Spearhand Faring and Kin-Bright


Alexander is lowered into the sea in a diving vessel.

Spearhand Faring stands on its own, and can be read on its own. But Spearhand Faring does relate to Cosmic Warlord Kin-Bright, and those who’ve read Kin-Bright might spot connections here and there in the new poem. So, for anyone interested, how do the two poems compare?

Story

To take the least interesting way first, narratively speaking--in fabula rather than syuzhet, if you want--Spearhand Faring’s story happens centuries before Kin-Bright. If it happens: like CWKB, I've tried to give SF a strong sense of its own telling, hinting that it might be more legend than history. Evidence crops up in a few parts of SF to suggest that the poem itself pre-dates Tar’s fall in CWKB, and probably predates the final siege of Tar.

Tone

In tone, Spearhand Faring is I think less challenging and more comic, I hope--gently comic, not gag-driven.
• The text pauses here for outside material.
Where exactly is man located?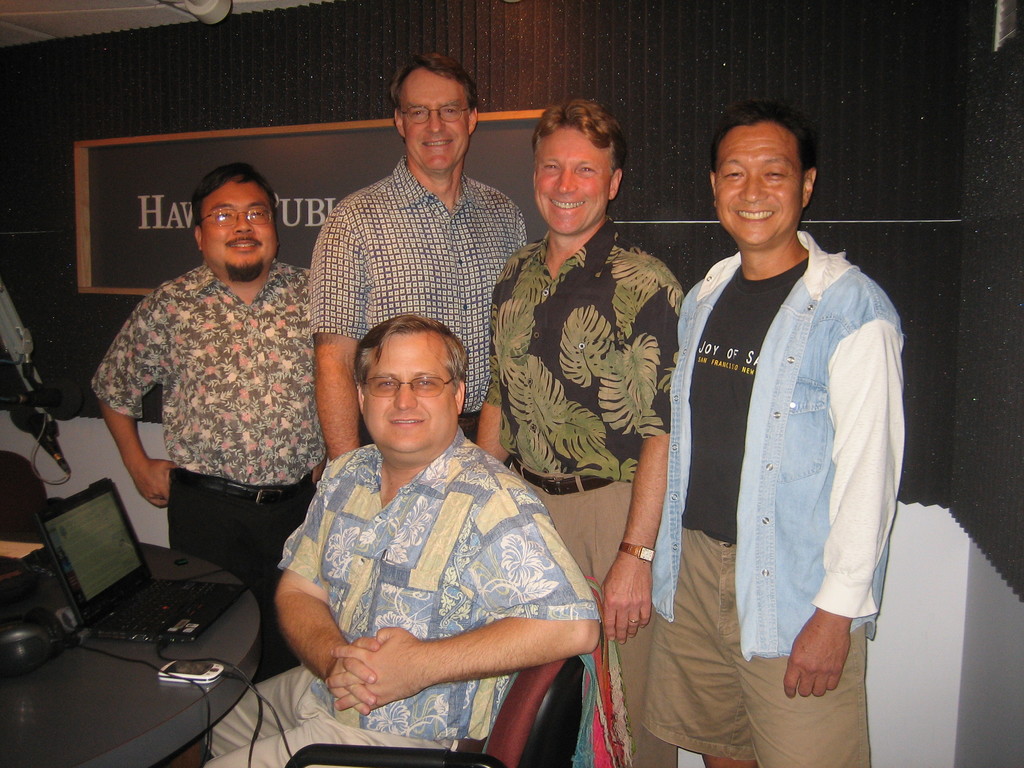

The end of Troilus and Criseyde has Chaucer instructing his poem to

      Go, litel book, go litel myn tragedye,
      Ther God thy makere yet, er that he dye,
      So sende myght to make in som comedye!
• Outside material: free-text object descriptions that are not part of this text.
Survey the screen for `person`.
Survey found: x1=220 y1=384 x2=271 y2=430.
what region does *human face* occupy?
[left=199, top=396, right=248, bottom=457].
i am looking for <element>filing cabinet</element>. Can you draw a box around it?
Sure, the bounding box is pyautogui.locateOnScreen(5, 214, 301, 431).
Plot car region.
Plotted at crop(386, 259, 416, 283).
Which, expansively translated, is something like ‘Go forth, little book, go forth, my little tragedy; may God yet send your writer, before he dies, the power to write some comedy’. These lines bear more weight if we remember that Chaucer, like Go Nagai, knew his Dante: comedy might mean things up to and including the Comedy.

What Chaucer in fact went on to do seems to have been his Legend of Good Women. At the start of that work, Chaucer is accosted by the God of Love and accused (accurately) of translating the Romance of the Rose and composing Troilus and Criseyde; he describes himself taking on writing the Legend in a kind of plea bargain.
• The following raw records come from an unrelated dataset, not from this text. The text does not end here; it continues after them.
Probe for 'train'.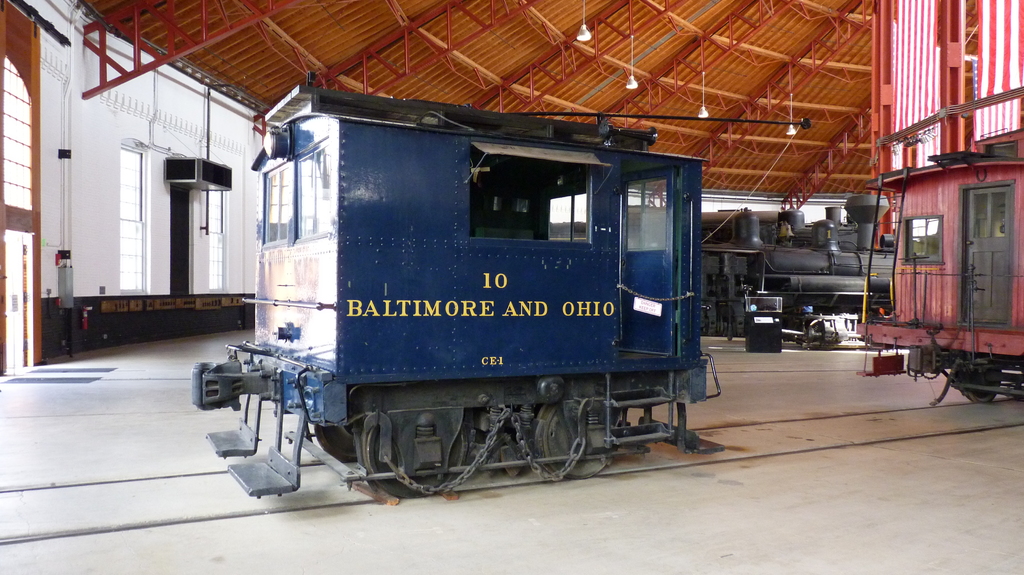
Probe result: region(847, 95, 1023, 408).
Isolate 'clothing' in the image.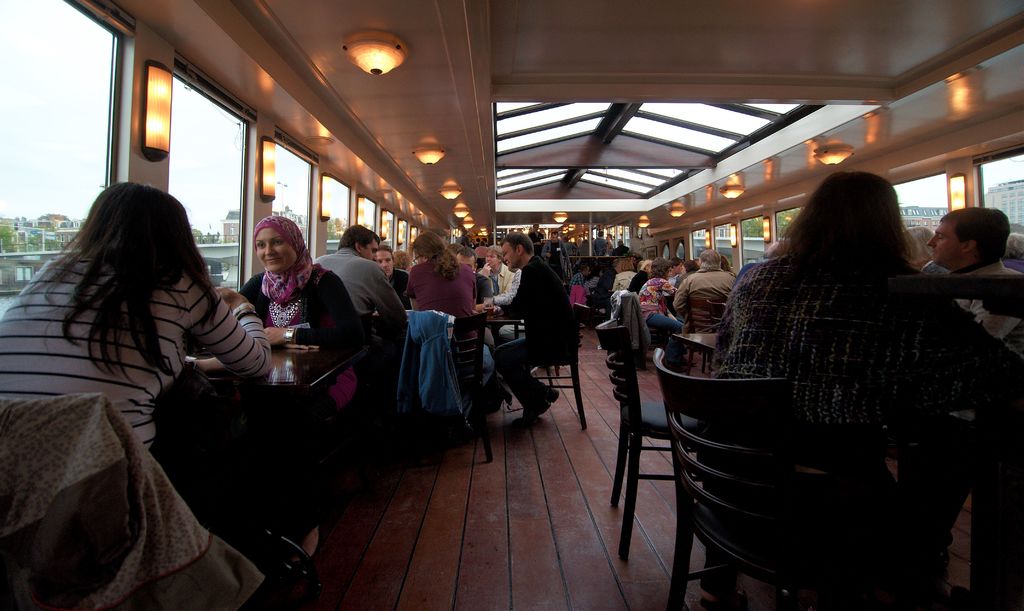
Isolated region: Rect(591, 266, 612, 318).
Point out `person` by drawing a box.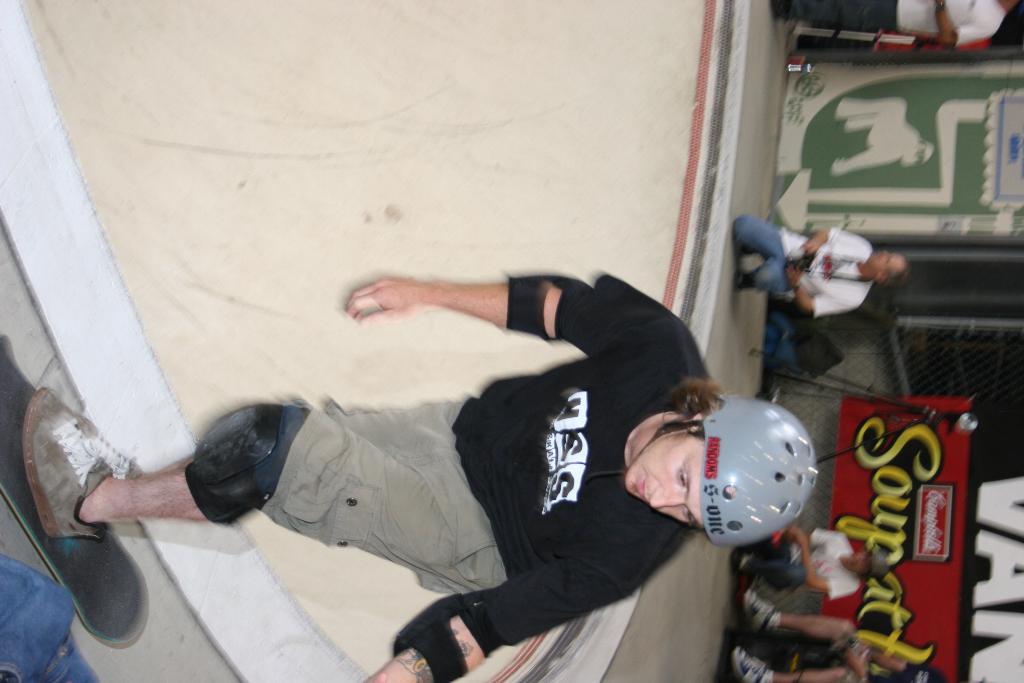
l=19, t=270, r=825, b=682.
CWKB is no Troilus and Criseyde, but I like the idea of following tragedy with something in a different vein.

Form

Formally, most of the narration in Spearhand Faring uses blank verse very much like that of CWKB. (I say ‘most’ because one passage briefly uses terza rima.) The metre runs similarly regular, some would say monotonous, to the pattern in CWKB, too: permitting headlessness, and inversion of the first beat, occasionally omitting offbeat at a rhetorical caesura or having offbeats either side of a rhetorical caeasura, but otherwise uniform, and sticking to blunt line-endings only. I know other, looser styles exist. I like them, too! But this style is right for these projects, because, first, it’s easier for audience that doesn’t read as much poetry and, second, if such regularity was good enough for Gower and Chaucer, it must easily be good enough for a minor poet like me.

All dialogue, meanwhile, relies on alliterating half-lines all modelled on--though not exactly matching--Sievers’s five types. This specific subspecies of alliterative verse appears in CWKB, but rarely. There, it probably represents speech that’s not only formal but also archaic.

Form stretches beyond metre and ornament, and shades into style. Compared to CWKB’s interest in high style, SF reaches far more for middle style and even, in places, low style: more relaxed vocabulary, more standard word order, with fewer moments of inversion. Speaking of low style, I want to write a little separate devlog about insults. Please hold on tight for that…

Top image: detail from Oxford, Bodleian Library, MS Bodley 264, folio 50 recto, made available by the Bodleian Libraries under a CC-BY-NC 4.0 licence. See more of this manuscript in their online facsimile!